Q. Any treatments help people get better quickly

  • Really important studies done in the right way - look at appropriate use compared to others. No results yet but over 100 clinical trials some Western some Traditional Chinese Medicine - in patients with patient consent

Q. What about swimming pools.

  • You can use them just fine, many have chlorine, not aware of any transmission in swimming pools - and are happening in places with swimming pools.

We talk about people infected and not infected and ask “What did you do” and learn risk factors of infection. Travel history, jobs, ..

What are the risk factors?

  • For severe disease - cardiovascular, diabetes, underlying respiratory disease, older age

Q. Should we stop our kids going to school?

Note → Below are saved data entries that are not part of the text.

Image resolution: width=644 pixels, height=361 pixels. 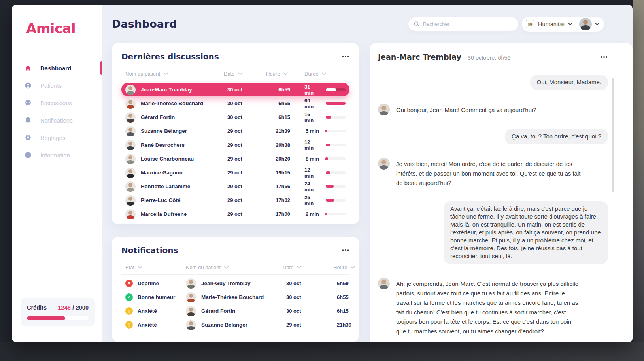 What do you see at coordinates (236, 274) in the screenshot?
I see `divider` at bounding box center [236, 274].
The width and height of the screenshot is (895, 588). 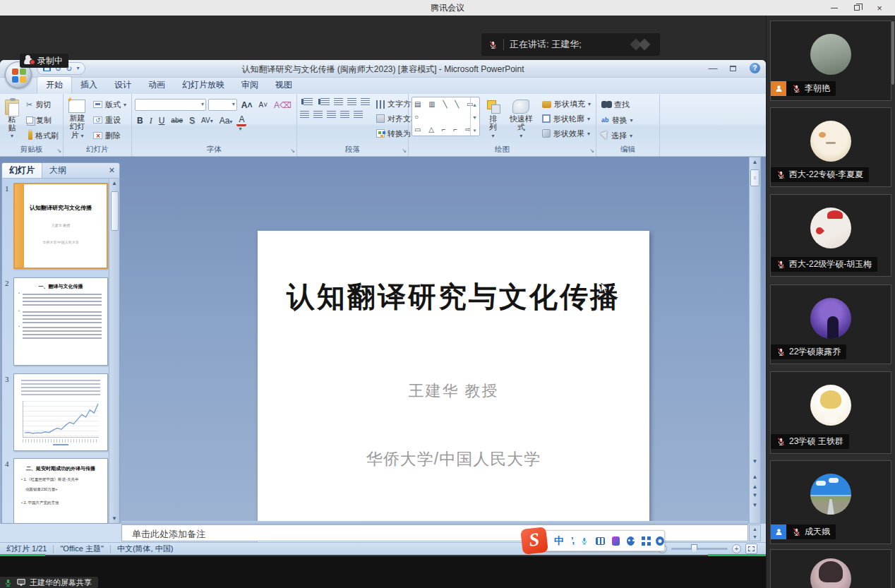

  • Depends where you live. Lots of schools closed in China and opening soon. Here where there is no transmission perfectly safe to send children to school

Q. What if work colleague has fever and coughing and refuses to seek help

  • It is flu season, lots of people who have it - talk to colleague - important seek health care if they have chest pain, breathing

Q. Ask employer about what to do if you are no longer able to work in office

  • Talk to everyone about getting ready - what would you need to do if it showed work - lots of ways can work at home if possible with your job - talk to family - lots of good information about what this is and what it isn’t.

Young children, parents stay at home and look after children - need to discuss with employers what to do.

Read about this look at website, latest information at hand.

Q. how tell difference common cold and coronavirus

  • In area where circulating - call medical facility. If shortness of breath then call medical facility say where you have been

Q. Can it spread through drinking water.

  • It cannot spread through drinking water.

Q. Touching surfaces - paper plastic and cardboard surfaces - do you recommend wearing gloves

  • Important to makes sure you wash hands thoroughly, soap and water or

Q. Aerosol transmission from flushing toilet.

  • Good to close the lid before flushing the toilet to make sure nothing else spreads - but not the virus.

LIVE #AskWHO on #COVID19 with @mvankerkhove #coronavirus

Short summaries:

Wash your hands

  • after coughing or sneezing
  • when caring for the sick
  • before during and after you prepare food
  • before eating
  • after toilet use
  • when hands are visibly dirty
  • after handling animals or animal waste

When coughing or sneezing

  • cover mouth and nose with flexed elbow or tissue
  • Throw tissue into closed bin immediately after use
  • clean hands with alcohol-based hand rub or soap and water after coughing or sneezing and when caring for the sick

  • Avoid close contact when you are experiencing cough and fever
  • Avoid spitting in public
  • If you have fever, cough and difficulty breathing seek medical care early and share previous travel history with your health care provider

How to cope with stress during the outbreak

  • It is normal to feel sad, stressed, confused, scared or angry during a crisis
  • Talking to people you trust can help. Contact your friends and family.
  • If you must stay at home, maintain a healthy lifestyle - including proper diet, sleep, exercise and social contacts with loved ones at home and by email and phone with other family and friends
  • Don’t use smoking, alcohol, or other drugs to deal with your emotions
  • If you feel overwhelmed, talk to a health care worker or counselor. Have a plan, where to go to and how to seek help for physical and mental health needs if required
  • Get the facts. Gather information that will help you accurately determine your risk so that you can take reasonable precautions. Find a credible source you can trust such as WHO website or a local or state public health agency
  • Limit worry and agitation by lessening the time you and your family spend watching or listening to media coverage that you perceive as upsetting
  • Draw on skills you have used in the past that have helped you to manage previous life’s adversities and use those skills to help you manage your emotions during the challenging time of this outbreak.

Advice for public (WHO)

See also my

(also has a list of my other COVID19 posts on Quora.